General Lee had the opportunity to serve his nation and stand for a worthy, civilizing cause. He turned it down as he turned his back on his oath and his Commander in Chief. He then oversaw the deaths of hundreds of thousands of people all in the name of fighting for the preservation of slavery. He was a terrorist in every definition of the term who twice attacked American cities. The best that could be said about Robert E. Lee is that, in the end, he wasn’t willing to let his soldiers be completely slaughtered in the face of a lost cause. He was willing and able to negotiate a surrender by which his men received decent terms. In the final sum of his legacy, Lee was a regressive figure, blood stained without any redeeming accomplishment to his name

When it comes to Confederate leaders, there really should be no debate.

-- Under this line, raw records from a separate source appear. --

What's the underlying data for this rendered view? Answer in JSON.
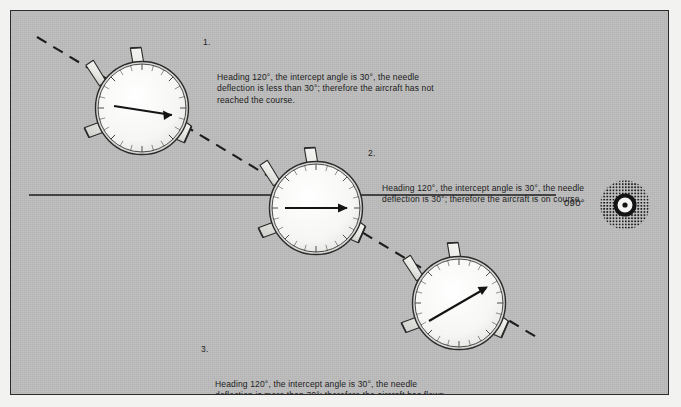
{
  "figure": {
    "background_color": "#bcbcbc",
    "frame_border_color": "#2b2b2b",
    "ink_color": "#1c1c1c"
  },
  "course": {
    "label": "090°",
    "line_name": "inbound-course-line",
    "station_name": "vor-station"
  },
  "intercept": {
    "track_name": "intercept-track-dashed",
    "heading": "120°",
    "intercept_angle": "30°"
  },
  "notes": [
    {
      "number": "1.",
      "text": "Heading 120°, the intercept angle is 30°, the needle deflection is less than 30°; therefore the aircraft has not reached the course."
    },
    {
      "number": "2.",
      "text": "Heading 120°, the intercept angle is 30°, the needle deflection is 30°; therefore the aircraft is on course."
    },
    {
      "number": "3.",
      "text": "Heading 120°, the intercept angle is 30°, the needle deflection is more than 30°; therefore the aircraft has flown through the course."
    }
  ],
  "aircraft": [
    {
      "position_label": "1",
      "name": "aircraft-position-1",
      "instrument_name": "rmi-dial-1",
      "needle_name": "bearing-needle-1",
      "needle_deflection": "less than 30°"
    },
    {
      "position_label": "2",
      "name": "aircraft-position-2",
      "instrument_name": "rmi-dial-2",
      "needle_name": "bearing-needle-2",
      "needle_deflection": "30°"
    },
    {
      "position_label": "3",
      "name": "aircraft-position-3",
      "instrument_name": "rmi-dial-3",
      "needle_name": "bearing-needle-3",
      "needle_deflection": "more than 30°"
    }
  ]
}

The matter becomes more complicated when we consider more complex figures, like George Washington or Ulysses Grant. Great figures, with great and positive accomplishments, but not without leaving a swath of destruction, blood and pathos in their wake. What do statues of these men really represent to, say, indigenous people whose lives and cultures were destroyed, or to victims of the meat grinder of modern warfare?

The problem lay in making men into monuments. We try to carve the noblest qualities of history’s great contributors into stone. However, in doing so, we invariably condone the often bloody costs upon which many of these contributions rest.

Perhaps the problem rests in trying to make history’s heroes out to be more than the great but flawed individuals they were. We are trying to memorialize the particular virtues that each represents, but often fall short in the face of the victims of these virtues. Is there a way to memorialize the contributions we admire without having to enshrine the pathos and pain so associated? Is there a way for us to commemorate the ideas and values that we admire, that we see in our heroes? Perhaps we should stop exalting people and find ways to enshrine the ideas we have in mind when we mythologize historical figures.

Columbus accomplished a great feat in creating a sustained network between the world’s great land masses. This is undoubtedly true. That this network was tempered in blood and slavery and horrors the echoes of which have lasted more than half a millennia is also true. If Columbus becomes the icon of the former, he must also represent the latter–especially in the eyes of those victimized by the perpetual structures he put into place.

So do figures like Napoleon, or Elizabeth I, Columbus, or Washington deserve statues in their honor?

I don’t know.

I do believe, however, that if we are to memorialize the contributions of these complex figures, then their victims should have something to say about how that is done.


  1. I guess this is true of everyone, whether they make history or not.